Corporate AI spending in 2026 is being authorized on the basis of savings that have not materialized. That is the central finding from Bain & Company’s annual corporate-performance survey, reported by Bloomberg, which shows a self-reinforcing cycle: missed targets, renewed optimism, and increased budgets built on projections that the previous year proved wrong.

The numbers are specific. While 86% of surveyed executives expected to hit growth targets last year, 42% missed them, up from 32% the year before. Despite this, companies are forecasting 20% higher revenue growth in 2026 compared to last year, with 91% expressing confidence they will meet those targets. The gap between that confidence and the recent miss rate is not a rounding error. It is the shape of the problem.

Bloomberg’s coverage, citing the Bain release, frames this as an executive-comfort issue. The firm’s language is pointed: the missed targets “should be making executives uncomfortable,” particularly when they are approving AI spend in anticipation of cost savings that AI automation has not yet delivered at scale. Bain identifies a specific binding constraint: 60% of large companies lack the data foundation or the technology infrastructure to scale AI effectively. The problem is not model quality. The problem is that most enterprises cannot yet connect AI outputs to clean, governed, accessible data.

The historical parallel is instructive. Early cloud-migration cost projections in 2015 and 2016 also fell short, and the structural reason was not that cloud technology failed to deliver. The operating model of most large enterprises was not configured to capture cloud’s efficiency gains on the timeline finance teams modeled. IT teams were reorganized after the budget was set. Licensing structures were not renegotiated. Shadow IT persisted. AI deployment in 2026 is running the same pattern: the technology works well enough, but the organizational preconditions, data governance, workflow redesign, and change management were not completed before the savings projections were filed.

One structural note on the source: Bain is a management consultancy. Its business model depends on enterprises purchasing transformation engagements. The same firm publishing the “shortfall” finding sells the services that close the gap. That incentive is worth naming. The survey methodology is still informative, but the framing that enterprises need to buy more consulting to realize AI value should be read with that in mind.

The data-foundation finding is the most actionable signal in the report. Companies that sell AI on top of master data management, data lakes, or governance infrastructure have a structurally easier path to closed deals in 2026 than companies selling model-layer capability. The constraint is upstream of the model. Solving it is where the budget conversation starts.

For B2B founders selling AI tools into enterprise accounts, the expectation-reality gap in this survey is not a warning. It is the sales surface. Budget has been allocated based on ROI projections that did not land. Decision-makers need a vendor who can point to a measurable, near-term savings number, attach it to a specific workflow, and close the delta between what was promised in the 2025 planning cycle and what finance is now asking about. Concrete and measurable beats impressive and vague in every meeting this year.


■ Brief ■
Word-for-word transcription needed. Include every entry below but no pictures.

=== Begin Enclosure ===

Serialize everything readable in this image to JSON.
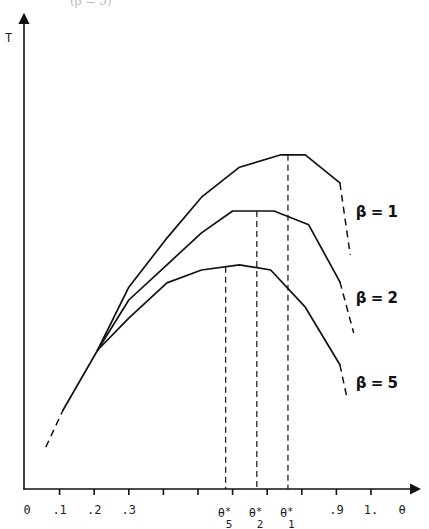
{
  "header": {
    "cropped_caption": "(β = 5)"
  },
  "chart_data": {
    "type": "line",
    "title": "",
    "xlabel": "θ",
    "ylabel": "T",
    "xlim": [
      0,
      1.1
    ],
    "ylim": [
      0,
      1
    ],
    "grid": false,
    "legend_position": "inline-right",
    "x_ticks": [
      0.1,
      0.2,
      0.3,
      0.4,
      0.5,
      0.6,
      0.7,
      0.8,
      0.9,
      1.0
    ],
    "x_tick_labels": [
      {
        "text": "0",
        "at": 0.0
      },
      {
        "text": ".1",
        "at": 0.1
      },
      {
        "text": ".2",
        "at": 0.2
      },
      {
        "text": ".3",
        "at": 0.3
      },
      {
        "text": ".9",
        "at": 0.9
      },
      {
        "text": "1.",
        "at": 1.0
      },
      {
        "text": "θ",
        "at": 1.09
      }
    ],
    "common_start": {
      "dashed": [
        [
          0.06,
          0.088
        ],
        [
          0.11,
          0.166
        ]
      ],
      "solid": [
        [
          0.11,
          0.166
        ],
        [
          0.21,
          0.292
        ]
      ]
    },
    "series": [
      {
        "name": "β = 1",
        "label": "β = 1",
        "x": [
          0.21,
          0.3,
          0.41,
          0.51,
          0.62,
          0.74,
          0.81,
          0.91
        ],
        "values": [
          0.292,
          0.424,
          0.527,
          0.613,
          0.676,
          0.702,
          0.702,
          0.643
        ],
        "dashed_tail": [
          [
            0.91,
            0.643
          ],
          [
            0.94,
            0.492
          ]
        ],
        "optimum": {
          "label": "θ*",
          "sub": "1",
          "theta": 0.76,
          "T": 0.702
        },
        "label_pos": [
          0.95,
          0.58
        ]
      },
      {
        "name": "β = 2",
        "label": "β = 2",
        "x": [
          0.21,
          0.3,
          0.41,
          0.51,
          0.6,
          0.72,
          0.82,
          0.91
        ],
        "values": [
          0.292,
          0.397,
          0.471,
          0.538,
          0.584,
          0.584,
          0.555,
          0.435
        ],
        "dashed_tail": [
          [
            0.91,
            0.435
          ],
          [
            0.95,
            0.328
          ]
        ],
        "optimum": {
          "label": "θ*",
          "sub": "2",
          "theta": 0.67,
          "T": 0.584
        },
        "label_pos": [
          0.95,
          0.4
        ]
      },
      {
        "name": "β = 5",
        "label": "β = 5",
        "x": [
          0.21,
          0.3,
          0.41,
          0.51,
          0.62,
          0.71,
          0.81,
          0.91
        ],
        "values": [
          0.292,
          0.359,
          0.433,
          0.46,
          0.471,
          0.46,
          0.382,
          0.261
        ],
        "dashed_tail": [
          [
            0.91,
            0.261
          ],
          [
            0.93,
            0.193
          ]
        ],
        "optimum": {
          "label": "θ*",
          "sub": "5",
          "theta": 0.58,
          "T": 0.467
        },
        "label_pos": [
          0.95,
          0.22
        ]
      }
    ],
    "annotations": [
      "θ*5",
      "θ*2",
      "θ*1",
      "β = 1",
      "β = 2",
      "β = 5"
    ]
  },
  "layout": {
    "origin_px": [
      25,
      489
    ],
    "x_scale_px": 346,
    "y_scale_px": 476,
    "yaxis_px": 24,
    "x_arrow_end_px": 421,
    "y_arrow_top_px": 13
  },
  "colors": {
    "ink": "#111111",
    "background": "#ffffff"
  }
}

=== End Enclosure ===

■ Response to this task ■
Serialize everything readable in this image to JSON.
{
  "header": {
    "cropped_caption": "(β = 5)"
  },
  "chart_data": {
    "type": "line",
    "title": "",
    "xlabel": "θ",
    "ylabel": "T",
    "xlim": [
      0,
      1.1
    ],
    "ylim": [
      0,
      1
    ],
    "grid": false,
    "legend_position": "inline-right",
    "x_ticks": [
      0.1,
      0.2,
      0.3,
      0.4,
      0.5,
      0.6,
      0.7,
      0.8,
      0.9,
      1.0
    ],
    "x_tick_labels": [
      {
        "text": "0",
        "at": 0.0
      },
      {
        "text": ".1",
        "at": 0.1
      },
      {
        "text": ".2",
        "at": 0.2
      },
      {
        "text": ".3",
        "at": 0.3
      },
      {
        "text": ".9",
        "at": 0.9
      },
      {
        "text": "1.",
        "at": 1.0
      },
      {
        "text": "θ",
        "at": 1.09
      }
    ],
    "common_start": {
      "dashed": [
        [
          0.06,
          0.088
        ],
        [
          0.11,
          0.166
        ]
      ],
      "solid": [
        [
          0.11,
          0.166
        ],
        [
          0.21,
          0.292
        ]
      ]
    },
    "series": [
      {
        "name": "β = 1",
        "label": "β = 1",
        "x": [
          0.21,
          0.3,
          0.41,
          0.51,
          0.62,
          0.74,
          0.81,
          0.91
        ],
        "values": [
          0.292,
          0.424,
          0.527,
          0.613,
          0.676,
          0.702,
          0.702,
          0.643
        ],
        "dashed_tail": [
          [
            0.91,
            0.643
          ],
          [
            0.94,
            0.492
          ]
        ],
        "optimum": {
          "label": "θ*",
          "sub": "1",
          "theta": 0.76,
          "T": 0.702
        },
        "label_pos": [
          0.95,
          0.58
        ]
      },
      {
        "name": "β = 2",
        "label": "β = 2",
        "x": [
          0.21,
          0.3,
          0.41,
          0.51,
          0.6,
          0.72,
          0.82,
          0.91
        ],
        "values": [
          0.292,
          0.397,
          0.471,
          0.538,
          0.584,
          0.584,
          0.555,
          0.435
        ],
        "dashed_tail": [
          [
            0.91,
            0.435
          ],
          [
            0.95,
            0.328
          ]
        ],
        "optimum": {
          "label": "θ*",
          "sub": "2",
          "theta": 0.67,
          "T": 0.584
        },
        "label_pos": [
          0.95,
          0.4
        ]
      },
      {
        "name": "β = 5",
        "label": "β = 5",
        "x": [
          0.21,
          0.3,
          0.41,
          0.51,
          0.62,
          0.71,
          0.81,
          0.91
        ],
        "values": [
          0.292,
          0.359,
          0.433,
          0.46,
          0.471,
          0.46,
          0.382,
          0.261
        ],
        "dashed_tail": [
          [
            0.91,
            0.261
          ],
          [
            0.93,
            0.193
          ]
        ],
        "optimum": {
          "label": "θ*",
          "sub": "5",
          "theta": 0.58,
          "T": 0.467
        },
        "label_pos": [
          0.95,
          0.22
        ]
      }
    ],
    "annotations": [
      "θ*5",
      "θ*2",
      "θ*1",
      "β = 1",
      "β = 2",
      "β = 5"
    ]
  },
  "layout": {
    "origin_px": [
      25,
      489
    ],
    "x_scale_px": 346,
    "y_scale_px": 476,
    "yaxis_px": 24,
    "x_arrow_end_px": 421,
    "y_arrow_top_px": 13
  },
  "colors": {
    "ink": "#111111",
    "background": "#ffffff"
  }
}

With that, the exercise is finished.